Subobject classifier of a general slice category

category-theory

Let $\bf C$ be a category with finite limits, with subobject classifier $\omega:T\to \Omega$, where $T$ is the terminal object of $\bf C$. I'll denote $(X,x)$, with $x:X\to A$, an object in the slice category $\mathbf{C}/A$ (over any object $A$ in $\bf C$) . How can I describe the subobject classifier of $ \mathbf{ C}/A$?

I thought of $\tau:(A,1_A)\to(A\times \Omega,\pi_A)$ defined by $\pi_\Omega\circ \tau=\omega \circ t_A$, where $t_A$ is the unique $A\to T$, and $\pi_A\circ \tau=1_A$. In this way for every monomorphism $m:(S,s)\to(X,x)$, we can use the characteristic function $\chi_S:X\to \Omega$ to obtain this commutative diagram, setting $\pi_A\circ \chi_{(S,s)}=x$ and $\pi_\Omega\circ \chi_{(S,s)}=\chi_S$.

I have doubts about the fact that it is a pullback though. Let's take another monomorphism $m':(S',s')\to (X,x)$ such that $\tau\circ s'=\chi_{(S,s)}\circ m'$ (diagram below). $\omega\circ (s'\circ t_A)=\chi_S\circ m'$, and $m\circ f=m'$ for an $f:S'\to S$. Moreover one can prove that this $f$ is an arrow $(S',s')\to (S,s)$.

Finally, since $m$ is a monomorphism, I'd say that the uniqueness of $f$ follows from $m\circ f=m'$.

Do my arguments make sense? I have not checked explicitely the commutativity of all triangles/squares necessary, but it should be quite immediate. I don't know if it is legit to use pics instead of latex (let me know if it isn't); I really couldn't understand how to draw those diagrams.

Best Answer

A subobject in $\mathbf C/X$ consists of a monomorphism $U\hookrightarrow Y$ and a morphism $Y\to X$. If you have a subobject classifier $\top\hookrightarrow\Omega$, then $U\hookrightarrow X$ is the pullback of $\top\hookrightarrow\Omega$ along a unique morphism $Y\to\Omega$. If you have products, the fixed morphism $Y\to X$ gives a correspondence of morphisms $Y\to\Omega$ to morphism $Y\to X\times\Omega$ such that $Y\to X$ factors as $Y\to X\times\Omega\to X$, in which case $Y\to\Omega$ factors as $Y\to X\times\Omega\to\Omega$. By the pullback lemma, pullbacks of $\top\hookrightarrow\Omega$ along $Y\to\Omega$ correspond to pullbacks along $Y\to X\times\Omega$ of the pullback $X\times\top\hookrightarrow X\times\Omega$ of $\top\hookrightarrow\Omega$ along the projection $X\times\Omega\to\Omega$.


What to produce: Copies of all lines that contain "fotogrāfijas" are needed; take them from the data below.

Given information:
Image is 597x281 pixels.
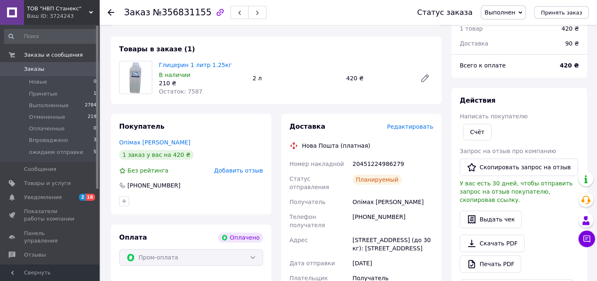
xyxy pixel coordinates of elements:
div: 210 ₴ [159,79,246,87]
div: [STREET_ADDRESS] (до 30 кг): [STREET_ADDRESS] [351,232,435,256]
span: 0 [93,125,96,132]
div: Вернуться назад [108,8,114,17]
a: Печать PDF [460,255,521,273]
span: Действия [460,96,496,104]
span: Показатели работы компании [24,208,77,223]
div: 420 ₴ [343,72,413,84]
span: Оплаченные [29,125,65,132]
button: Чат с покупателем [578,230,595,247]
a: Опімах [PERSON_NAME] [119,139,190,146]
span: Выполненные [29,102,69,109]
span: Товары в заказе (1) [119,45,195,53]
span: Добавить отзыв [214,167,263,174]
img: Глицерин 1 литр 1.25кг [129,61,143,93]
span: 1 [93,90,96,98]
span: Заказ [124,7,150,17]
button: Cчёт [463,124,491,140]
span: Дата отправки [290,260,335,266]
span: 2784 [85,102,96,109]
span: ТОВ "НВП Станекс" [27,5,89,12]
span: Написать покупателю [460,113,527,120]
span: Товары и услуги [24,180,71,187]
div: 420 ₴ [561,24,579,33]
div: [DATE] [351,256,435,271]
div: 90 ₴ [560,34,584,53]
div: Нова Пошта (платная) [300,141,372,150]
span: Впроваджено [29,137,68,144]
div: [PHONE_NUMBER] [351,209,435,232]
div: 1 заказ у вас на 420 ₴ [119,150,194,160]
span: Телефон получателя [290,213,325,228]
div: Опімах [PERSON_NAME] [351,194,435,209]
span: Отзывы [24,251,46,259]
span: Покупатель [119,122,164,130]
button: Выдать чек [460,211,522,228]
span: 5 [93,148,96,156]
b: 420 ₴ [560,62,579,69]
div: Оплачено [218,232,263,242]
span: Отмененные [29,113,65,121]
div: 2 л [249,72,342,84]
span: 1 товар [460,25,483,32]
span: Панель управления [24,230,77,244]
span: ожидаем отправки [29,148,83,156]
span: Номер накладной [290,160,344,167]
span: Запрос на отзыв про компанию [460,148,556,154]
span: Остаток: 7587 [159,88,202,95]
button: Принять заказ [534,6,589,19]
span: Заказы [24,65,44,73]
span: Всего к оплате [460,62,505,69]
span: 2 [79,194,86,201]
a: Скачать PDF [460,235,525,252]
input: Поиск [4,29,97,44]
span: Доставка [290,122,326,130]
span: 219 [88,113,96,121]
span: №356831155 [153,7,211,17]
div: Ваш ID: 3724243 [27,12,99,20]
span: Принять заказ [541,10,582,16]
span: У вас есть 30 дней, чтобы отправить запрос на отзыв покупателю, скопировав ссылку. [460,180,572,203]
span: Доставка [460,40,488,47]
span: Выполнен [484,9,515,16]
div: [PHONE_NUMBER] [127,181,181,189]
span: Статус отправления [290,175,329,190]
span: 3 [93,137,96,144]
div: Статус заказа [417,8,472,17]
span: Сообщения [24,165,56,173]
span: В наличии [159,72,190,78]
div: 20451224986279 [351,156,435,171]
button: Скопировать запрос на отзыв [460,158,578,176]
span: Редактировать [387,123,433,130]
div: Планируемый [352,175,402,184]
span: Оплата [119,233,147,241]
span: Заказы и сообщения [24,51,83,59]
a: Редактировать [417,70,433,86]
span: Адрес [290,237,308,243]
a: Глицерин 1 литр 1.25кг [159,62,232,68]
span: Принятые [29,90,57,98]
span: Получатель [290,199,326,205]
span: Без рейтинга [127,167,168,174]
span: Уведомления [24,194,62,201]
span: 0 [93,78,96,86]
span: Новые [29,78,47,86]
span: 18 [86,194,95,201]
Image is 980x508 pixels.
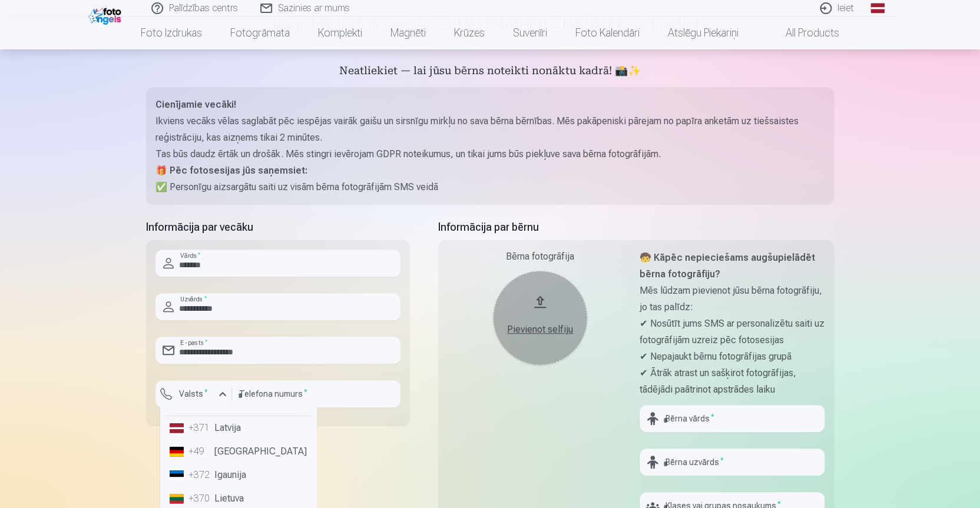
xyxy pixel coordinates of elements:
a: Atslēgu piekariņi [654,16,753,49]
div: Pievienot selfiju [505,323,575,337]
a: Magnēti [376,16,440,49]
li: Latvija [165,416,311,440]
strong: Cienījamie vecāki! [156,99,236,110]
p: Ikviens vecāks vēlas saglabāt pēc iespējas vairāk gaišu un sirsnīgu mirkļu no sava bērna bērnības... [156,113,825,146]
div: Bērna fotogrāfija [447,249,633,264]
h5: Informācija par bērnu [438,219,834,236]
div: +372 [189,468,212,482]
button: Valsts* [156,381,232,408]
label: Valsts [174,388,212,400]
img: /fa1 [88,5,124,24]
h5: Informācija par vecāku [146,219,410,236]
h5: Neatliekiet — lai jūsu bērns noteikti nonāktu kadrā! 📸✨ [146,63,834,80]
a: Komplekti [304,16,376,49]
p: ✅ Personīgu aizsargātu saiti uz visām bērna fotogrāfijām SMS veidā [156,179,825,195]
li: [GEOGRAPHIC_DATA] [165,440,311,464]
strong: 🎁 Pēc fotosesijas jūs saņemsiet: [156,165,308,176]
a: Krūzes [440,16,499,49]
button: Pievienot selfiju [493,271,587,365]
a: Foto kalendāri [562,16,654,49]
a: Foto izdrukas [127,16,216,49]
p: Mēs lūdzam pievienot jūsu bērna fotogrāfiju, jo tas palīdz: [639,282,825,315]
div: +370 [189,492,212,506]
div: +49 [189,445,212,459]
a: All products [753,16,853,49]
strong: 🧒 Kāpēc nepieciešams augšupielādēt bērna fotogrāfiju? [639,252,815,280]
a: Suvenīri [499,16,562,49]
p: Tas būs daudz ērtāk un drošāk. Mēs stingri ievērojam GDPR noteikumus, un tikai jums būs piekļuve ... [156,146,825,162]
a: Fotogrāmata [216,16,304,49]
p: ✔ Nosūtīt jums SMS ar personalizētu saiti uz fotogrāfijām uzreiz pēc fotosesijas [639,315,825,348]
li: Igaunija [165,464,311,487]
div: +371 [189,421,212,435]
p: ✔ Ātrāk atrast un sašķirot fotogrāfijas, tādējādi paātrinot apstrādes laiku [639,365,825,398]
p: ✔ Nepajaukt bērnu fotogrāfijas grupā [639,348,825,365]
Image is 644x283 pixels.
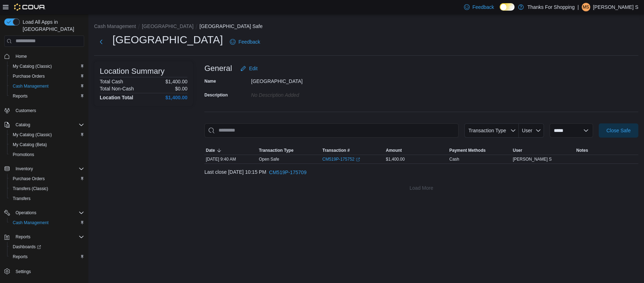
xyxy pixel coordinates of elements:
[2,163,87,173] button: Inventory
[10,194,33,203] a: Transfers
[450,157,459,162] div: Cash
[13,232,33,241] button: Reports
[10,82,51,90] a: Cash Management
[10,131,55,139] a: My Catalog (Classic)
[204,78,216,84] label: Name
[204,155,258,163] div: [DATE] 9:40 AM
[519,123,544,137] button: User
[7,218,87,228] button: Cash Management
[10,252,30,260] a: Reports
[2,265,87,275] button: Settings
[468,127,506,133] span: Transaction Type
[7,130,87,140] button: My Catalog (Classic)
[450,147,486,153] span: Payment Methods
[16,269,31,274] span: Settings
[2,120,87,130] button: Catalog
[7,193,87,203] button: Transfers
[10,242,84,250] span: Dashboards
[583,3,590,12] span: MS
[16,122,30,127] span: Catalog
[204,181,638,195] button: Load More
[10,174,48,183] a: Purchase Orders
[578,3,579,12] p: |
[175,85,187,91] p: $0.00
[13,52,84,60] span: Home
[513,157,552,162] span: [PERSON_NAME] S
[10,72,84,80] span: Purchase Orders
[13,267,33,275] a: Settings
[576,147,588,153] span: Notes
[13,186,49,191] span: Transfers (Classic)
[113,33,222,47] h1: [GEOGRAPHIC_DATA]
[259,157,279,162] p: Open Safe
[13,105,84,115] span: Customers
[2,208,87,218] button: Operations
[522,127,533,133] span: User
[20,18,84,33] span: Load All Apps in [GEOGRAPHIC_DATA]
[200,23,263,29] button: [GEOGRAPHIC_DATA] Safe
[410,184,433,191] span: Load More
[13,121,33,129] button: Catalog
[251,90,346,98] div: No Description added
[238,39,260,45] span: Feedback
[249,64,258,72] span: Edit
[2,232,87,241] button: Reports
[95,23,638,31] nav: An example of EuiBreadcrumbs
[13,52,30,60] a: Home
[13,219,49,225] span: Cash Management
[16,166,33,172] span: Inventory
[356,157,360,162] svg: External link
[10,92,30,100] a: Reports
[2,105,87,116] button: Customers
[95,23,135,29] button: Cash Management
[13,176,45,182] span: Purchase Orders
[13,64,52,69] span: My Catalog (Classic)
[7,71,87,81] button: Purchase Orders
[7,91,87,101] button: Reports
[16,54,27,59] span: Home
[10,184,51,193] a: Transfers (Classic)
[10,150,84,158] span: Promotions
[599,123,638,137] button: Close Safe
[13,232,84,241] span: Reports
[7,183,87,193] button: Transfers (Classic)
[7,140,87,149] button: My Catalog (Beta)
[13,195,30,201] span: Transfers
[13,142,47,147] span: My Catalog (Beta)
[7,241,87,251] a: Dashboards
[266,165,309,179] button: CM519P-175709
[227,34,263,49] a: Feedback
[13,254,28,260] span: Reports
[14,3,46,11] img: Cova
[10,131,84,139] span: My Catalog (Classic)
[2,51,87,61] button: Home
[386,147,401,153] span: Amount
[13,244,41,250] span: Dashboards
[16,108,36,113] span: Customers
[10,219,84,227] span: Cash Management
[7,173,87,183] button: Purchase Orders
[13,121,84,129] span: Catalog
[386,157,405,162] span: $1,400.00
[13,83,49,89] span: Cash Management
[473,3,494,11] span: Feedback
[7,81,87,91] button: Cash Management
[10,242,43,250] a: Dashboards
[269,168,307,176] span: CM519P-175709
[258,146,321,154] button: Transaction Type
[13,208,84,217] span: Operations
[13,131,52,137] span: My Catalog (Classic)
[323,147,350,153] span: Transaction #
[13,74,45,79] span: Purchase Orders
[500,3,514,11] input: Dark Mode
[7,149,87,159] button: Promotions
[251,75,346,84] div: [GEOGRAPHIC_DATA]
[100,79,123,85] h6: Total Cash
[575,146,639,154] button: Notes
[204,165,638,179] div: Last close [DATE] 10:15 PM
[238,61,260,75] button: Edit
[321,146,385,154] button: Transaction #
[448,146,512,154] button: Payment Methods
[513,147,523,153] span: User
[142,23,193,29] button: [GEOGRAPHIC_DATA]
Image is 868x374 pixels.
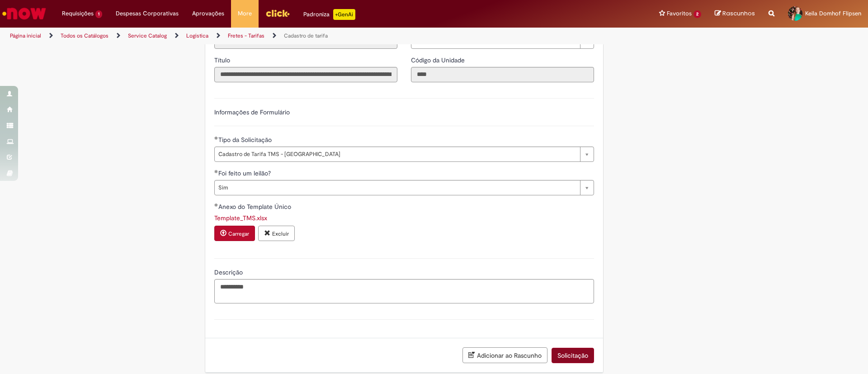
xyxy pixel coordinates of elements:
label: Somente leitura - Título [214,56,232,65]
span: Foi feito um leilão? [218,169,273,177]
span: Somente leitura - Código da Unidade [411,56,466,64]
span: Sim [218,180,576,195]
a: Cadastro de tarifa [284,32,328,39]
small: Carregar [228,230,249,238]
div: Padroniza [304,9,356,19]
a: Logistica [187,32,208,39]
a: Download de Template_TMS.xlsx [214,213,267,222]
span: 2 [693,10,701,18]
button: Carregar anexo de Anexo do Template Único Required [214,226,255,240]
img: click_logo_yellow_360x200.png [266,6,290,19]
span: Somente leitura - Título [214,56,232,64]
button: Adicionar ao Rascunho [462,347,548,363]
label: Somente leitura - Código da Unidade [411,56,466,65]
input: Código da Unidade [411,67,594,83]
a: Service Catalog [128,32,167,39]
label: Informações de Formulário [214,108,290,116]
span: Despesas Corporativas [116,9,178,18]
span: More [238,9,252,18]
p: +GenAi [333,9,356,19]
a: Todos os Catálogos [60,32,109,39]
textarea: Descrição [214,278,594,303]
span: Obrigatório Preenchido [214,170,218,173]
span: Cadastro de Tarifa TMS - [GEOGRAPHIC_DATA] [218,147,576,161]
input: Título [214,67,397,83]
span: Requisições [62,9,94,18]
a: Fretes - Tarifas [227,32,265,39]
span: Tipo da Solicitação [218,135,274,144]
span: Favoritos [667,9,692,18]
small: Excluir [272,230,289,238]
img: ServiceNow [1,5,47,22]
a: Rascunhos [715,9,755,18]
span: Obrigatório Preenchido [214,136,218,139]
span: Rascunhos [722,9,755,18]
span: Anexo do Template Único [218,202,292,211]
span: Keila Domhof Flipsen [805,9,861,18]
ul: Trilhas de página [6,28,572,45]
span: Obrigatório Preenchido [214,203,218,206]
span: Aprovações [192,9,224,18]
span: 1 [96,10,102,18]
a: Página inicial [10,32,41,39]
button: Excluir anexo Template_TMS.xlsx [258,226,294,240]
button: Solicitação [551,347,594,363]
span: Descrição [214,268,244,276]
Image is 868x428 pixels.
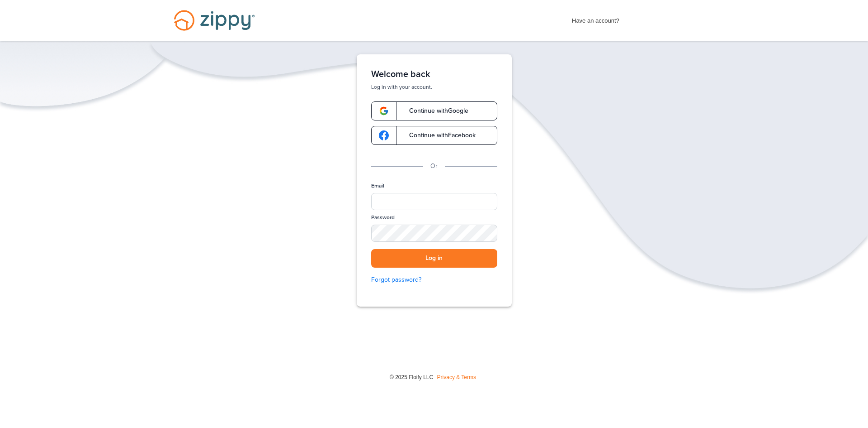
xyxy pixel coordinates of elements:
[400,108,468,114] span: Continue with Google
[371,182,384,190] label: Email
[572,11,619,26] span: Have an account?
[379,130,389,141] img: google-logo
[400,132,476,138] span: Continue with Facebook
[371,193,497,210] input: Email
[371,214,395,222] label: Password
[431,161,438,171] p: Or
[371,69,497,79] h1: Welcome back
[371,84,497,91] p: Log in with your account.
[371,249,497,267] button: Log in
[371,126,497,145] a: google-logoContinue withFacebook
[379,106,389,116] img: google-logo
[390,374,433,380] span: © 2025 Floify LLC
[371,225,497,242] input: Password
[437,374,476,380] a: Privacy & Terms
[371,275,497,285] a: Forgot password?
[371,101,497,120] a: google-logoContinue withGoogle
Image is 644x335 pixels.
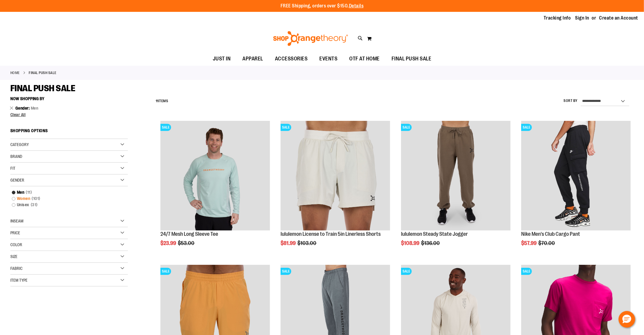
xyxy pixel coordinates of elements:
[9,202,122,208] a: Unisex31
[386,52,438,65] a: FINAL PUSH SALE
[213,52,231,65] span: JUST IN
[160,268,171,275] span: SALE
[160,121,270,231] a: Main Image of 1457095SALE
[564,98,578,104] label: Sort By
[521,268,532,275] span: SALE
[401,121,511,231] a: lululemon Steady State JoggerSALE
[160,240,177,246] span: $23.99
[281,240,297,246] span: $81.99
[25,190,34,196] span: 11
[401,240,421,246] span: $108.99
[29,70,57,76] strong: FINAL PUSH SALE
[10,70,20,76] a: Home
[10,242,22,247] span: Color
[10,166,16,171] span: Fit
[29,202,39,208] span: 31
[421,240,441,246] span: $136.00
[521,121,631,230] img: Product image for Nike Mens Club Cargo Pant
[160,124,171,131] span: SALE
[31,196,42,202] span: 101
[275,52,308,65] span: ACCESSORIES
[313,52,343,66] a: EVENTS
[9,190,122,196] a: Men11
[156,97,169,106] h2: Items
[10,83,76,93] span: FINAL PUSH SALE
[9,196,122,202] a: Women101
[392,52,432,65] span: FINAL PUSH SALE
[349,52,380,65] span: OTF AT HOME
[401,231,468,237] a: lululemon Steady State Jogger
[619,311,635,328] button: Hello, have a question? Let’s chat.
[269,52,314,66] a: ACCESSORIES
[10,178,24,183] span: Gender
[10,278,27,283] span: Item Type
[281,268,291,275] span: SALE
[16,106,31,110] span: Gender
[31,106,38,110] span: Men
[281,231,381,237] a: lululemon License to Train 5in Linerless Shorts
[160,231,218,237] a: 24/7 Mesh Long Sleeve Tee
[278,118,393,261] div: product
[398,118,514,261] div: product
[10,94,48,104] button: Now Shopping by
[207,52,237,66] a: JUST IN
[401,124,412,131] span: SALE
[10,154,22,159] span: Brand
[10,112,26,117] span: Clear All
[343,52,386,66] a: OTF AT HOME
[10,142,29,147] span: Category
[157,118,273,261] div: product
[401,268,412,275] span: SALE
[544,15,571,21] a: Tracking Info
[521,121,631,231] a: Product image for Nike Mens Club Cargo PantSALE
[10,266,22,271] span: Fabric
[297,240,318,246] span: $103.00
[10,230,20,235] span: Price
[281,124,291,131] span: SALE
[160,121,270,230] img: Main Image of 1457095
[281,121,390,231] a: lululemon License to Train 5in Linerless ShortsSALE
[273,31,349,46] img: Shop Orangetheory
[521,124,532,131] span: SALE
[10,112,128,117] a: Clear All
[349,3,364,9] a: Details
[178,240,196,246] span: $53.00
[243,52,263,65] span: APPAREL
[521,240,537,246] span: $57.99
[518,118,634,261] div: product
[10,126,128,139] strong: Shopping Options
[576,15,590,21] a: Sign In
[281,3,364,9] p: FREE Shipping, orders over $150.
[320,52,337,65] span: EVENTS
[538,240,556,246] span: $70.00
[401,121,511,230] img: lululemon Steady State Jogger
[10,219,23,224] span: Inseam
[236,52,269,66] a: APPAREL
[521,231,580,237] a: Nike Men's Club Cargo Pant
[10,254,18,259] span: Size
[600,15,639,21] a: Create an Account
[281,121,390,230] img: lululemon License to Train 5in Linerless Shorts
[156,99,158,103] span: 11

Answer to this task:
p: ✔ Ātrāk atrast un sašķirot fotogrāfijas, tādējādi paātrinot apstrādes laiku [639,365,825,398]
p: ✔ Nepajaukt bērnu fotogrāfijas grupā [639,348,825,365]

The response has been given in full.